The Passion Play Genre.

In addition to the stories of Jesus' passion recounted in the Gospels, passion plays were also based on a variety of extra-biblical materials such as the apocryphal Gospel of Nicodemus, the Golden Legend of Jacob of Voragine, and the Meditations on the Blessed Mary, as well as a popular French narrative poem of the late twelfth century called the Passion des Jongleurs. The early Passion plays, like the Passion of Paulinus, dramatize only the events of Holy Week, commencing the action with Jesus's entry into Jerusalem and concluding it with his resurrection and appearances to his followers, but later ones, such as Gréban's, could be much longer and more complex, forming part of what was called the Trial of Heaven, a sort of court proceeding in which God listens to testimony from personifications called Justice and Mercy about the deceptions of Satan on earth and finally agrees to send his son—through the incarnated Jesus—to ransom or redeem mankind. This Trial idea was codified and developed by the Passion dramatist Eustache Marcadé (d. 1440). The later Passion plays were very long, often requiring many days to perform, and Gréban's appears to have taken four days to complete. In smaller towns, the expanded forms of these plays in performance may have occupied the attentions of nearly all the adults of the community. As is true of medieval drama elsewhere, very few scripts contemporary with the Passion plays survive, as it appears they were memorized and only later written down. But Gréban's Mystère exists in three complete manuscripts and several fragmentary texts.

sources

Maurice Accarie, Le Théâtre sacré de la fin du moyen âge (Geneva: Droz, 1979).

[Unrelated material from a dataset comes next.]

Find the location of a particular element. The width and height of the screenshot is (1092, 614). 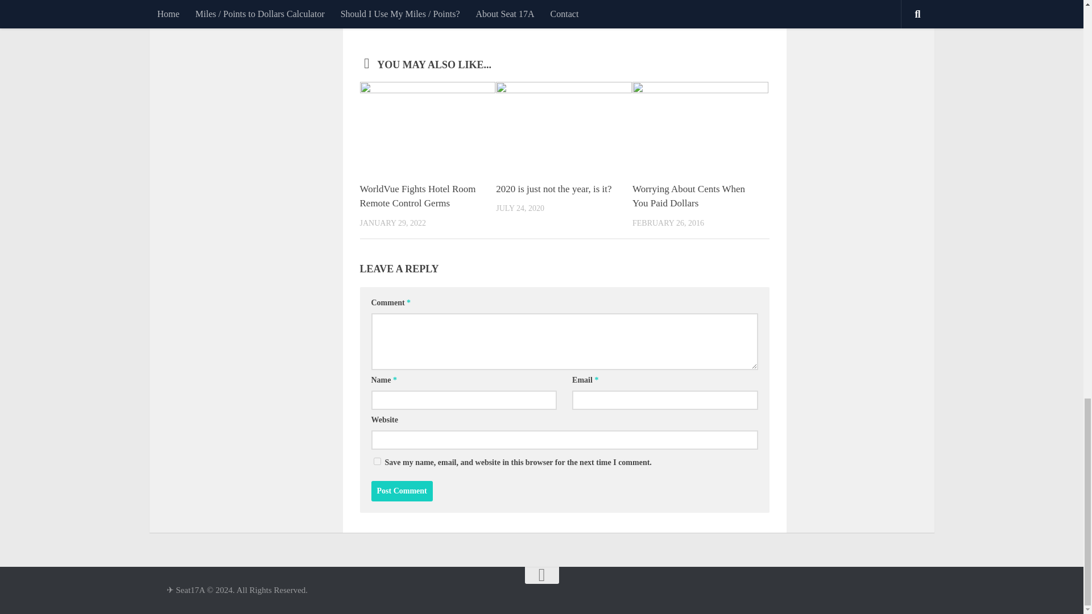

yes is located at coordinates (377, 461).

Micheline de Combarieu du Graes and Jean Subrenat, modernizers, Le Mystère de la Passion de notre sauveur Jesus-Christ/Arnoul Gréban traduction et présentation (Paris: Gallimard, 1987).

Grace Frank, Medieval French Drama (Oxford: Clarendon Press, 1960).

Paula Giuliano, trans., The Mystery of the Passion. Day Three (Binghamton, N.Y.: Medieval and Renaissance Texts and Studies, 1996). [A portion of Gréban's vast Passion play.]

Omer Jodogne, ed., Le Mystère de la Passion. 2 vols. (Brussels: Académie royale de Belgique, 1965–1983).

Anne Amari Perry, ed., La Passion des Jongleurs (Paris: Beauchesne, 1981).

Sewall Shelley, trans., Mistere de la nativité de Nostre Saulveur Jhesu Crist/The Nativity/by Arnoul Gréban (Carbondale, Ill.: Southern Illinois University Press, 1991).

Eckehard Simon, ed., The Theater of Medieval Europe (Cambridge, England: Cambridge University Press, 1991).